After making phone calls to PUD, the Pacific County Sheriff’s Department, and my cousin who lives down there I came to the conclusion that I had no choice but to drive down and rescue my mother from her cold dark apartment. How I was going to get her down the stairs from the second floor I would deal with when I got there. A check of the DOT website indicated that the roads were open so my husband and I hopped in the car and were off. Clearly this storm had not been anywhere as devastating as the 2007 storm. The more inland communities appeared to have power although during the day it is difficult to tell which houses had lights on. When we got to Montesano we stopped for a bathroom and snack break and that is where we were when my aunt called to say that the power had just come back on. She’d spoken to my mother who was fine. At that point we could have turned around and gone back to Gig Harbor, but we decided to complete the trip and take her the telephone. Although we will be going to Ilwaco for Thanksgiving the fact that the coast has had storm after storm the past week my knowing that my mother now has a phone that should work even if the power goes out again.

Life on the Washington/Oregon coast makes being prepared a necessity. It is difficult to care for an aging mother from 150 miles away and the time will come when we will have to move our mode of operations to Ilwaco. We are wrestling with out desire to live their fulltime vs our desire to help our children who live with us. Can’t put a cute grandson to the curb, but don’t like leaving a great-grandmother sitting in the cold for days at a time.

Saturday, November 21, 2009

Aunt Bee's Sweet 'Tators


Today I continued my Thanksgiving preparations by baking yams. When we were living in California my mother cut out an ad (or maybe she saw it on TV) and ordered a copy of Aunt Bee’s Mayberry Cookbook. My mother loves to cook and loves cookbooks.
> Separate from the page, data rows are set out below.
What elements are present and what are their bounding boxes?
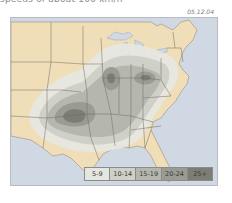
map-date: 05.12.04	[187, 8, 214, 15]
legend-item-5-9: 5-9	[85, 168, 109, 180]
legend-item-20-24: 20-24	[161, 168, 187, 180]
legend: 5-9 10-14 15-19 20-24 25+	[84, 167, 213, 181]
caption-text: speeds of about 100 km/h	[0, 0, 123, 4]
legend-item-15-19: 15-19	[135, 168, 161, 180]
map-frame: 5-9 10-14 15-19 20-24 25+	[10, 17, 218, 186]
legend-item-10-14: 10-14	[109, 168, 135, 180]
legend-item-25-plus: 25+	[187, 168, 212, 180]
us-map	[11, 18, 218, 186]
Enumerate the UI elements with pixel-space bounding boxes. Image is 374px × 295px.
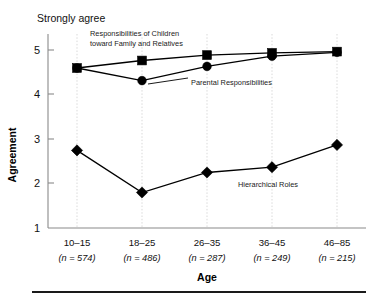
annotation-hierarchical-label: Hierarchical Roles [238, 180, 298, 189]
x-category-label: 26–35 [194, 237, 221, 248]
y-tick-label-1: 1 [34, 222, 40, 234]
marker-circle [268, 52, 277, 61]
x-axis-title: Age [197, 271, 217, 283]
marker-diamond [136, 187, 147, 198]
marker-circle [203, 62, 212, 71]
x-category-count: (n = 249) [253, 253, 290, 263]
marker-circle [138, 76, 147, 85]
x-category-label: 36–45 [259, 237, 286, 248]
chart-figure: 5 4 3 2 1 Strongly agree Agreement [0, 0, 374, 295]
x-category-count: (n = 287) [188, 253, 225, 263]
annotation-children-line1: Responsibilities of Children [90, 29, 179, 38]
x-category-label: 10–15 [64, 237, 91, 248]
y-tick-label-3: 3 [34, 133, 40, 145]
x-category-count: (n = 574) [58, 253, 95, 263]
annotation-parental-leader [148, 78, 188, 84]
x-category-label: 18–25 [129, 237, 156, 248]
top-anchor-label: Strongly agree [37, 12, 105, 24]
marker-diamond [266, 162, 277, 173]
y-tick-label-4: 4 [34, 88, 40, 100]
x-category-count: (n = 215) [318, 253, 355, 263]
y-tick-label-2: 2 [34, 177, 40, 189]
marker-square [138, 56, 147, 65]
y-tick-labels: 5 4 3 2 1 [34, 44, 40, 234]
annotation-children-line2: toward Family and Relatives [90, 39, 183, 48]
x-category-label: 46–85 [324, 237, 351, 248]
x-category-counts: (n = 574) (n = 486) (n = 287) (n = 249) … [58, 253, 355, 263]
line-chart: 5 4 3 2 1 Strongly agree Agreement [0, 0, 374, 295]
annotation-parental: Parental Responsibilities [148, 78, 272, 87]
y-axis-title: Agreement [6, 127, 18, 182]
marker-circle [333, 48, 342, 57]
x-category-labels: 10–15 18–25 26–35 36–45 46–85 [64, 237, 351, 248]
marker-diamond [331, 139, 342, 150]
y-tick-label-5: 5 [34, 44, 40, 56]
annotation-parental-label: Parental Responsibilities [191, 78, 272, 87]
marker-square [203, 51, 212, 60]
x-category-count: (n = 486) [123, 253, 160, 263]
annotation-children: Responsibilities of Children toward Fami… [90, 29, 183, 48]
marker-diamond [201, 167, 212, 178]
marker-circle [73, 64, 82, 73]
marker-diamond [71, 145, 82, 156]
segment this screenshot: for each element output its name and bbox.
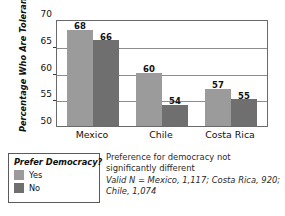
value-label-costarica-no: 55 xyxy=(238,91,250,101)
bar-costarica-no[interactable] xyxy=(231,99,257,126)
value-label-costarica-yes: 57 xyxy=(212,80,224,90)
legend-item-no[interactable]: No xyxy=(14,183,95,193)
y-tick-65: 65 xyxy=(30,36,52,46)
legend-swatch-no-icon xyxy=(14,183,24,193)
note-line-4: Chile, 1,074 xyxy=(106,186,284,197)
legend-item-yes[interactable]: Yes xyxy=(14,170,95,180)
y-tick-55: 55 xyxy=(30,89,52,99)
x-label-costa-rica: Costa Rica xyxy=(205,129,255,140)
x-axis-category-labels: Mexico Chile Costa Rica xyxy=(56,129,268,145)
y-axis-tick-labels: 70 65 60 55 50 xyxy=(30,14,52,128)
plot-area: 68 66 60 54 57 55 xyxy=(56,20,268,127)
chart-note: Preference for democracy not significant… xyxy=(106,152,284,198)
legend-swatch-yes-icon xyxy=(14,170,24,180)
value-label-chile-no: 54 xyxy=(169,96,181,106)
bar-mexico-yes[interactable] xyxy=(67,30,93,126)
note-line-3: Valid N = Mexico, 1,117; Costa Rica, 920… xyxy=(106,175,284,186)
legend-box: Prefer Democracy? Yes No xyxy=(8,153,100,203)
legend-label-no: No xyxy=(29,183,40,193)
y-tick-60: 60 xyxy=(30,63,52,73)
note-line-2: significantly different xyxy=(106,163,284,174)
x-label-mexico: Mexico xyxy=(76,129,109,140)
value-label-mexico-no: 66 xyxy=(100,32,112,42)
bar-group-container: 68 66 60 54 57 55 xyxy=(57,21,267,126)
y-tick-50: 50 xyxy=(30,116,52,126)
bar-chile-no[interactable] xyxy=(162,105,188,126)
value-label-chile-yes: 60 xyxy=(143,64,155,74)
legend-label-yes: Yes xyxy=(29,170,42,180)
bar-mexico-no[interactable] xyxy=(93,40,119,126)
value-label-mexico-yes: 68 xyxy=(74,21,86,31)
legend-title: Prefer Democracy? xyxy=(14,157,95,167)
y-axis-title: Percentage Who Are Tolerant xyxy=(18,2,28,132)
bar-chart-figure: Percentage Who Are Tolerant 70 65 60 55 … xyxy=(0,0,285,216)
x-label-chile: Chile xyxy=(149,129,172,140)
note-line-1: Preference for democracy not xyxy=(106,152,284,163)
bar-costarica-yes[interactable] xyxy=(205,89,231,127)
y-tick-70: 70 xyxy=(30,9,52,19)
bar-chile-yes[interactable] xyxy=(136,73,162,127)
Not only does this particular cookbook contain literally heart-stopping recipes, it also has pictures from Andy Griffith’s Mayberry show. Because the recipes are very down home, but very unhealthy, I don’t use the cookbook much, but at holidays I figure calories and fat don’t count. Several years ago I was fishing around for a sweet potato recipe that did not involve marshmallows because my husband thinks that they are disgusting prepared that way.

To me Thanksgiving is a time when it is okay to eat those old fashioned high calories dishes so I pulled out Aunt Bee’s and discovered “Raleigh’s Budding Executive Sweet ‘Tater Casserole.” This recipe is not exactly sugar free; on the contrary, but there are no marshmallows so I made it. My husband says that it’s still pretty sweet for a side dish, but the children fell in love with it. I use yams only because they are prettier. I also double the recipe because it will generously fill a 9X13 inch pan and maybe leave you some to have with leftover turkey. I’m freezing my yams for transport to Ilwaco next week where I will put the whole thing together, but I have also baked the whole thing ahead and frozen it.


Raleigh’s Budding Executive Sweet ‘Tater Casserole


3 C. cooked, mashed sweet potatoes (my daughter-in-law has taken canned yams in her suitcase to make this recipe in Brazil and it worked fine.)
1 C. white sugar
2 eggs
1tsp. vanilla extract (if you use imitation, which you shouldn’t, use twice as much)
1/3 C. milk
½ C. butter
1 C. brown sugar
1/3 C. all-purpose flour
1/3 C. butter
1 C. pecans—chopped


In a mixing bowl combine the sweet potatoes, sugar, eggs, vanilla, milk, and ½ C. butter. Beat until smooth. Turn the mixture into a casserole dish. In a bowl combine brown sugar, flour, and 1/3 C. butter. Crumble the mixture over the potato mixture and sprinkle with pecans. Bake in a 350 degree oven for 30 minutes. You can do this while the turkey is standing.